Question

Keep in mind that I am a rookie in the world of sql/databases.

I am inserting/updating thousands of objects every second. Those objects are actively being queried for at multiple second intervals.

What are some basic things I should do to performance tune my (postgres) database?

Was it helpful?

Solution

It's a broad topic, so here's lots of stuff for you to read up on.

  • EXPLAIN and EXPLAIN ANALYZE is extremely useful for understanding what's going on in your db-engine
  • Make sure relevant columns are indexed
  • Make sure irrelevant columns are not indexed (insert/update-performance can go down the drain if too many indexes must be updated)
  • Make sure your postgres.conf is tuned properly
  • Know what work_mem is, and how it affects your queries (mostly useful for larger queries)
  • Make sure your database is properly normalized
  • VACUUM for clearing out old data
  • ANALYZE for updating statistics (statistics target for amount of statistics)
  • Persistent connections (you could use a connection manager like pgpool or pgbouncer)
  • Understand how queries are constructed (joins, sub-selects, cursors)
  • Caching of data (i.e. memcached) is an option

And when you've exhausted those options: add more memory, faster disk-subsystem etc. Hardware matters, especially on larger datasets.

And of course, read all the other threads on postgres/databases. :)

OTHER TIPS

First and foremost, read the official manual's Performance Tips.

Running EXPLAIN on all your queries and understanding its output will let you know if your queries are as fast as they could be, and if you should be adding indexes.

Once you've done that, I'd suggest reading over the Server Configuration part of the manual. There are many options which can be fine-tuned to further enhance performance. Make sure to understand the options you're setting though, since they could just as easily hinder performance if they're set incorrectly.

Remember that every time you change a query or an option, test and benchmark so that you know the effects of each change.

Actually there are some simple rules which will get you in most cases enough performance:

  1. Indices are the first part.

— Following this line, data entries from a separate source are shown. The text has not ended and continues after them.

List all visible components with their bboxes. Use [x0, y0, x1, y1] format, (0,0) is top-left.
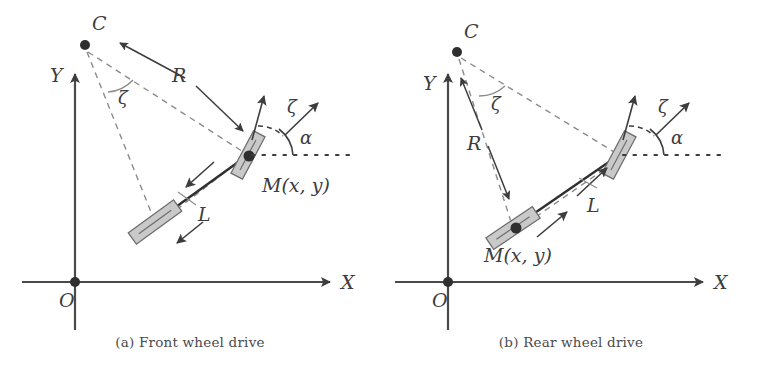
velocity-arrow-rear2-a: [177, 222, 203, 243]
radius-line-front-a: [88, 52, 248, 155]
velocity-arrow-rear-b: [537, 212, 567, 237]
figure-root: X Y O C ζ R: [0, 0, 761, 389]
caption-rear-wheel-drive: (b) Rear wheel drive: [381, 334, 761, 350]
alpha-arc-a: [279, 129, 293, 155]
alpha-label-b: α: [671, 127, 683, 148]
icr-dot-b: [452, 47, 462, 57]
point-m-label-a: M(x, y): [261, 174, 330, 196]
rear-wheel-a: [128, 200, 182, 244]
alpha-arc-b: [650, 129, 664, 155]
zeta-label-front-b: ζ: [658, 96, 669, 117]
x-axis-label-a: X: [339, 271, 356, 293]
origin-dot-b: [443, 277, 453, 287]
radius-construction-a: [87, 52, 251, 224]
icr-label-b: C: [464, 20, 479, 42]
diagram-svg-b: X Y O C ζ R: [381, 0, 761, 330]
alpha-label-a: α: [300, 127, 312, 148]
zeta-label-c-a: ζ: [118, 87, 129, 108]
origin-label-b: O: [432, 289, 448, 311]
origin-dot-a: [70, 277, 80, 287]
y-axis-label-b: Y: [423, 72, 438, 94]
panel-front-wheel-drive: X Y O C ζ R: [0, 0, 380, 330]
caption-front-wheel-drive: (a) Front wheel drive: [0, 334, 380, 350]
zeta-label-front-a: ζ: [287, 96, 298, 117]
point-m-label-b: M(x, y): [483, 244, 552, 266]
icr-dot-a: [80, 40, 90, 50]
zeta-label-c-b: ζ: [491, 93, 502, 114]
icr-label-a: C: [92, 12, 107, 34]
origin-label-a: O: [59, 289, 75, 311]
point-m-dot-b: [511, 223, 522, 234]
radius-arrow-a: [120, 43, 243, 131]
front-wheel-b: [602, 131, 636, 179]
radius-label-a: R: [171, 64, 186, 86]
wheelbase-label-b: L: [586, 194, 600, 216]
diagram-svg-a: X Y O C ζ R: [0, 0, 380, 330]
wheelbase-label-a: L: [197, 203, 211, 225]
panel-rear-wheel-drive: X Y O C ζ R: [381, 0, 761, 330]
radius-line-rear-a: [87, 52, 155, 222]
x-axis-label-b: X: [712, 271, 729, 293]
radius-line-front-b: [461, 58, 619, 155]
y-axis-label-a: Y: [50, 64, 65, 86]
radius-label-b: R: [466, 132, 481, 154]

Primary keys are automatically indexed. I recommend to put indices on all foreign keys. Further put indices on all columns which are frequently queried, if there are heavily used queries on a table where more than one column is queried, put an index on those columns together.

  2. Memory settings in your postgresql installation. Set following parameters higher:

.

shared_buffers, work_mem, maintenance_work_mem, temp_buffers

If it is a dedicated database machine you can easily set the first 3 of these to half the ram (just be carefull under linux with shared buffers, maybe you have to adjust the shmmax parameter), in any other cases it depends on how much ram you would like to give to postgresql.

http://www.postgresql.org/docs/8.3/interactive/runtime-config-resource.html

The absolute minimum I'll recommend is the EXPLAIN ANALYZE command. It will show a breakdown of subqueries, joins, et al., all the time showing the actual amount of time consumed in the operation. It will also alert you to sequential scans and other nasty trouble.

It is the best way to start.

Put fsync = off in your posgresql.conf, if you trust your filesystem, otherwise each postgresql operation will be imediately written to the disk (with fsync system call). We have this option turned off on many production servers since quite 10 years, and we never had data corruptions.